A favour not forgotten
ONE good deed two years ago has won the embattled LNP Member for Dawson George Christensen a vote from a grateful single dad in Bowen.
In 2017 when 30-year-old Bowen woman Courtney Clem was dying in a Brisbane Hospital, Mr Christensen along with the state Member for Burdekin Dale Last took on Queensland Health’s formidable bureaucracy in order to have her moved back to her home town.
It was where she wanted to die, but Queensland Health wanted to keep her in Brisbane. The joint effort from the two politicians ensured that she was moved back to Bowen where she died surrounded by her husband and her two boys.
Courtney’s husband Clint Clem is grateful for the work done by the politicians and now when May 18 rolls around he’ll be rewarding Mr Christensen by giving him his vote.
Mr Christensen, who has held 14,630 square kilometre Dawson since 2010, will need every vote he can get to keep his grip on the seat he holds by a slippery margin of 3.4 per cent.
His frequent visits to the Philippines to see his fiancee April Asuncion, coupled with more recent questions surrounding the legitimacy of a portion of his travel claims, have raised eyebrows. But Mr Christensen says “there is nothing to see here”.
This could well be the case, but worried voters could start looking at the wider line-up of candidates, which includes Labor’s Belinda Hassan, KAP’S Brendan Bunyon, One Nation’s Debra Lawson, Imogen Lindenberg from The Greens and Colin Thompson from United Australia Party.
Mr Clem was a bull catcher and contract musterer who travelled far and wide to pursue his line of work. Now he is a single dad raising his son Lane, 9, and stepson Mac, 12, on a Federal Government allowance of $1500 a fortnight.
“Everything changed when Courtney died. It all came to a stop. Now I’m raising the boys, trying to do the best for Courtney. Bless her soul, I miss her every day,” he said.

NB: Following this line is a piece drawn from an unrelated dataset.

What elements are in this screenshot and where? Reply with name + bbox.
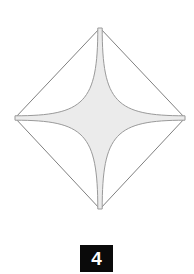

“You can’t explain how or why these things happen. She was just 30 years old and died from cervical cancer. We still do things on her birthday.”
Mr Clem said his wife was “stuck in the Royal Brisbane and Women’s Hospital” and was desperate to come home.
“She was dying and she was stuck in Brisbane. George and Dale helped to get her moved to Bowen.” Even though she has died, Mr Clem feels as though Courtney is always watching him raise the two boys.
He worries about Lane and Mac’s future and whether Australia’s political leaders are doing enough to provide career pathways for young Australians.
He is angry about the degradation of the Murray-Darling and the amount of water being dragged from the river system by irrigators. He says the Government is allowing Australia to be sold to foreign interests and that Australians in the future will have little to call their own.
“There are too many people coming here from other countries taking jobs that should be going to Australians. I think the Government should be doing more to train young Australians for jobs. And there is too much money spent on foreign aid. This money could be used to develop Australia,” he said.
Mr Clem is in favour of the proposed Adani coal mine west of Bowen, so long as it provides jobs for locals.
Apart from his two boys and his late wife, Mr Clem has one other love in his life. It is his 1990 HZJ75 Landcruiser ute. Equipped with air bag suspension, winch, tool and water compartments and enough wattage to light up New York, it’s a weapon.